Who is talking about what?

When my son was a bit younger, we noticed that when we asked him a question, he'd answer with a question. Inevitably this led to the following exchange:

Q: Why do you always answer a question with a question?

A: Why does everybody always ask me that?
I remembered that yesterday when somebody asked me: "Who do you read on the topic of REST?" I answered with a question of this form:
/item[contains(.,'REST')]/title
Which, translated into English, asks: "What RSS items have I read that mention REST?". You can run that query directly here, and you'll get back the most recent 25 matching items. Note that you can also subscribe to that query, using the orange XML icon at the bottom of the page. So not only can I answer the question with a question, but my answer keeps producing new answers.

I realized today, though, that "What RSS items mention REST?" is not quite the same as "Who's talking about REST?" So here's the next turn of the crank in my ongoing quest to query the blogosphere: views of who (in my set of feeds) is talking about what. For example:

who in jon's feeds is talking about REST?

tecosystems 9
Quoderat 9
rc3.org Daily 4
Lost Boy 3
James Governor's MonkChips 3
Stefan Tilkov's Random Stuff 3
tbradford.org: Tom Bradford 2
Dare Obasanjo aka Carnage4Life 2
Sam Ruby 2
Making it stick. 2
Read/Write Web 1
Loosely Coupled weblog 1
Jon's Radio 1
Erik Benson 1
The Mountain of Worthless Information 1
All Things Distributed 1
Feedster on: jon udell 1
Jon's Radio (full-length descriptions) 1
java.net Weblogs by Michael Champion 1

The links drill down into the set of matching items for each feed. Note, in passing, that Quoderat is much concerned with REST. I've been meaning to mention that. Quoderat belongs to Dave Megginson, an XML god who recently arrived on the blog scene and has been asking and answering important questions about REST design.

Here are some other questions:

The page that answers these questions includes an input box, so you can ask your own questions. In this version, I haven't exposed the full power of structured search, it's just plain text search, but everything I've shown earlier about structured search could apply here as well.

Fun!

Of course the scope of the answers is only the set of feeds I happen to read. So your interest in these results will be in direct proportion to the overlap between your set and mine.

In the future blogosphere that I want to live in, that restriction will vanish because everyone's feeds will work this way. Then we can ask really interesting questions, like: "What is the unique set of items about REST from all of the feeds subscribed to by people whose thinking about REST I trust?"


# [PROMPT]
Take the data below and write it out exactly, except for the pictures.

Dataset records

• • • • •

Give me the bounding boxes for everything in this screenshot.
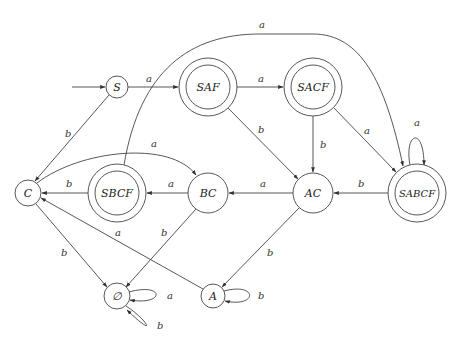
edge-label-saf-ac: b: [258, 124, 264, 135]
edge-sacf-sabcf: [334, 108, 396, 172]
edge-label-sacf-sabcf: a: [364, 125, 370, 136]
state-label-sacf: SACF: [297, 81, 329, 94]
edge-label-sbcf-sabcf: a: [259, 19, 265, 30]
state-label-saf: SAF: [196, 81, 219, 94]
state-label-sbcf: SBCF: [101, 187, 133, 200]
edge-label-bc-empty: b: [161, 227, 167, 238]
edge-label-ac-a: b: [267, 247, 273, 258]
edge-empty-loop-b: [126, 306, 147, 326]
edge-c-empty: [36, 204, 107, 287]
edge-label-c-empty: b: [61, 247, 67, 258]
state-label-sabcf: SABCF: [399, 188, 436, 199]
state-sbcf[interactable]: SBCF: [88, 164, 146, 222]
edge-label-saf-sacf: a: [258, 73, 264, 84]
states: S SAF SACF C SBCF BC: [15, 58, 446, 309]
edge-label-a-loop: b: [258, 290, 264, 301]
edge-a-loop: [224, 289, 250, 302]
edge-s-c: [35, 95, 109, 181]
edge-label-sabcf-loop: a: [414, 117, 420, 128]
edge-label-sabcf-ac: b: [358, 178, 364, 189]
state-bc[interactable]: BC: [188, 173, 228, 213]
edge-bc-empty: [126, 209, 196, 287]
edge-label-s-c: b: [65, 128, 71, 139]
edge-label-empty-loop-a: a: [167, 290, 173, 301]
edge-label-ac-bc: a: [260, 178, 266, 189]
state-label-s: S: [113, 81, 121, 94]
edge-label-sbcf-c: b: [66, 178, 72, 189]
edge-label-empty-loop-b: b: [157, 320, 163, 331]
state-label-ac: AC: [304, 187, 322, 200]
dfa-diagram: a b a b b a a b a a a b: [0, 0, 457, 346]
edge-label-c-bc: a: [151, 138, 157, 149]
state-label-a: A: [208, 290, 217, 303]
edge-empty-loop-a: [129, 290, 156, 301]
state-sabcf[interactable]: SABCF: [388, 164, 446, 222]
state-s[interactable]: S: [106, 76, 128, 98]
state-saf[interactable]: SAF: [179, 58, 237, 116]
state-sacf[interactable]: SACF: [284, 58, 342, 116]
edge-sabcf-loop: [409, 138, 424, 165]
edge-label-s-saf: a: [146, 73, 152, 84]
state-label-empty-set: ∅: [112, 290, 122, 303]
state-c[interactable]: C: [15, 180, 41, 206]
state-ac[interactable]: AC: [293, 173, 333, 213]
transitions: a b a b b a a b a a a b: [35, 19, 424, 331]
edge-saf-ac: [228, 108, 298, 179]
edge-sbcf-sabcf: [124, 34, 403, 166]
state-label-c: C: [24, 187, 33, 200]
edge-label-a-c: a: [115, 227, 121, 238]
state-a[interactable]: A: [201, 284, 225, 308]
edge-label-bc-sbcf: a: [168, 178, 174, 189]
state-label-bc: BC: [199, 187, 217, 200]
edge-label-sacf-ac: b: [320, 139, 326, 150]
state-empty-set[interactable]: ∅: [104, 283, 130, 309]
edge-ac-a: [222, 208, 299, 287]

• • • • •

# [WRITTEN RESPONSE]
Give me the bounding boxes for everything in this screenshot.
edge-label-saf-ac: b: [258, 124, 264, 135]
edge-sacf-sabcf: [334, 108, 396, 172]
edge-label-sacf-sabcf: a: [364, 125, 370, 136]
state-label-sacf: SACF: [297, 81, 329, 94]
edge-label-sbcf-sabcf: a: [259, 19, 265, 30]
state-label-saf: SAF: [196, 81, 219, 94]
state-label-sbcf: SBCF: [101, 187, 133, 200]
edge-label-bc-empty: b: [161, 227, 167, 238]
edge-label-ac-a: b: [267, 247, 273, 258]
edge-empty-loop-b: [126, 306, 147, 326]
edge-c-empty: [36, 204, 107, 287]
edge-label-c-empty: b: [61, 247, 67, 258]
state-label-sabcf: SABCF: [399, 188, 436, 199]
state-sbcf[interactable]: SBCF: [88, 164, 146, 222]
edge-label-saf-sacf: a: [258, 73, 264, 84]
states: S SAF SACF C SBCF BC: [15, 58, 446, 309]
edge-label-a-loop: b: [258, 290, 264, 301]
edge-a-loop: [224, 289, 250, 302]
edge-s-c: [35, 95, 109, 181]
edge-label-sabcf-loop: a: [414, 117, 420, 128]
edge-label-sabcf-ac: b: [358, 178, 364, 189]
state-bc[interactable]: BC: [188, 173, 228, 213]
edge-bc-empty: [126, 209, 196, 287]
edge-label-s-c: b: [65, 128, 71, 139]
edge-label-empty-loop-a: a: [167, 290, 173, 301]
edge-label-ac-bc: a: [260, 178, 266, 189]
state-label-s: S: [113, 81, 121, 94]
edge-label-sbcf-c: b: [66, 178, 72, 189]
edge-label-empty-loop-b: b: [157, 320, 163, 331]
state-label-ac: AC: [304, 187, 322, 200]
dfa-diagram: a b a b b a a b a a a b: [0, 0, 457, 346]
edge-label-c-bc: a: [151, 138, 157, 149]
state-label-a: A: [208, 290, 217, 303]
edge-empty-loop-a: [129, 290, 156, 301]
state-sabcf[interactable]: SABCF: [388, 164, 446, 222]
state-s[interactable]: S: [106, 76, 128, 98]
state-saf[interactable]: SAF: [179, 58, 237, 116]
state-sacf[interactable]: SACF: [284, 58, 342, 116]
edge-sabcf-loop: [409, 138, 424, 165]
edge-label-s-saf: a: [146, 73, 152, 84]
state-label-empty-set: ∅: [112, 290, 122, 303]
state-c[interactable]: C: [15, 180, 41, 206]
state-ac[interactable]: AC: [293, 173, 333, 213]
transitions: a b a b b a a b a a a b: [35, 19, 424, 331]
edge-saf-ac: [228, 108, 298, 179]
edge-sbcf-sabcf: [124, 34, 403, 166]
state-label-c: C: [24, 187, 33, 200]
edge-label-a-c: a: [115, 227, 121, 238]
state-a[interactable]: A: [201, 284, 225, 308]
edge-label-bc-sbcf: a: [168, 178, 174, 189]
state-label-bc: BC: [199, 187, 217, 200]
edge-label-sacf-ac: b: [320, 139, 326, 150]
state-empty-set[interactable]: ∅: [104, 283, 130, 309]
edge-ac-a: [222, 208, 299, 287]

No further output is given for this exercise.